Ebook
A contest is afoot in Muslim discourses around the world in the twenty-first century. Prevalent norms and acts are subject to competing motivations, trends and forces. The image of a monolithic Islam is thus wholly inadequate to identify and interpret the different expressions of Muslim thought and practice in their specific yet connected contexts. This book proposes competing and persuasive perspectives for interpreting what Muslims say, do and think in collective settings or in the light of common frames of reference. The chapters contained in this book reflect a diversity of disciplines and interests. Nonetheless, a common thread of the preoccupation with meanings in context unites the contributors and the approaches to their chosen examples. Islam is not a discrete category that is taken for granted. Instead, the cacophony of voices in the Muslim world situated in specific contexts, variously national, regional or global, is allowed to inform each chapter. Here one encounters contemporary Muslims participating in discourses with a contested character that create opportunities to augment or question orthodox dictates or transmit or alter existing beliefs and practices. What emerges are nuanced portraits of contemporary Muslim thought and practice that reveal a far from monolithic Islam to which all things Islamic can be reduced.
First, the edited book seeks to demonstrate the composite nature of tradition, specifically the Islamic tradition, through a variety of examples and case studies.
Second, the different backgrounds of the contributors showcase the interdisciplinary character of studies on Muslım thought and practice easily accessible for readers in one book.
Third, the edited book complements existing studies and research on tradition in the Muslim world but aims to go beyond the preoccupation of modernity.
Introduction: Beyond Modernity? Interpreting Muslim Thought and Practice
Mohammed Moussa
Chapter 1: Problematizing the Compatibility of Islam and Democracy through a Hermeneutical Approach
Ahmet Kemal Bayram
Chapter 2:The Urgency of Changing the Arab World: The Case of Adonis, Mohammed Abed Al-Jabry, and Mohammed Arkoun
Atef Alshaer
Chapter 3: Reconstruction of the Maqāṣid al-Sharīʿa in Ibn ʿĀshūr’s Legal Philosophy
Hitomi Ono
Chapter 4: The Ḥijāb between Competing Masculinities in Contemporary Turkey
Ravza Altuntaş-Çakir
Chapter 5: The Wahhabi Ascendancy and the Decline of the Ashrāf in Saudi Arabia
Kenichiro Takao
Chapter 6:Jawdat Said’s Path Towards Nonviolence
Mohammed Moussa
Chapter 7: A Turn to Hermeneutics: Nasr Hamid Abu Zayd‘s Rethinking of Religion and Tradition in Japan
Emi Goto
Chapter 8: Religious Authority and the Making of al-Sistanī’s Charismatic Leadership in Post-2003 Iraq
Fouad J Kadhem
Bibliography
About the Authors
This anthology offers fresh perspectives on modern Muslim thought from a diverse range of voices. Complicating the binary between a European modernity and a non-European tradition by emphasizing the agency of Muslim thinkers and situating them in specific contexts, it is a highly welcome contribution to an ongoing debate and will enrich our understanding of global intellectual trends in Islam.

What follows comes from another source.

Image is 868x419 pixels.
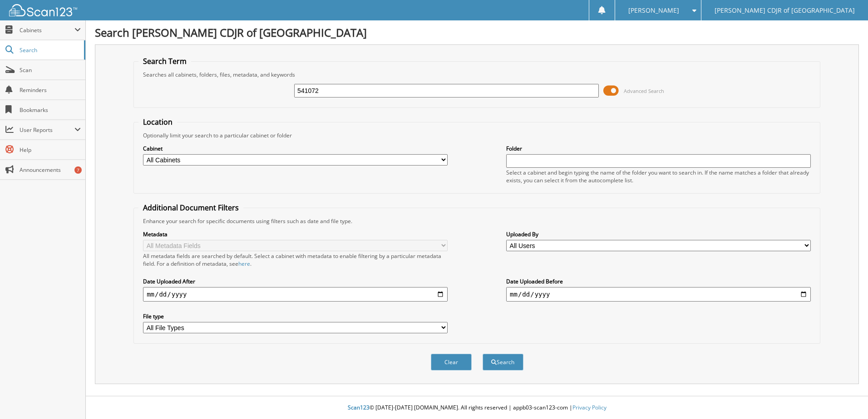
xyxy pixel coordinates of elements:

Besides offering a collection of masterful articles on some of the most compelling intellectuals and issues facing the Muslim world today, this book challenges us to decolonize the entire field of Islamic studies by thinking beyond the facile binary dyads of modernity and tradition or secularism and religion. This is a necessary and timely book that should be read by any serious Islamic studies student, or indeed, any student of religion and the modern world.
Mohammed Moussa is assistant professor in the Department of Political Science and International Relations at Istanbul Sabahattin Zaim University.
Emi Goto is assistant professor at the Research Institute for Languages and Cultures of Asia and Africa at the Tokyo University of Foreign Studies.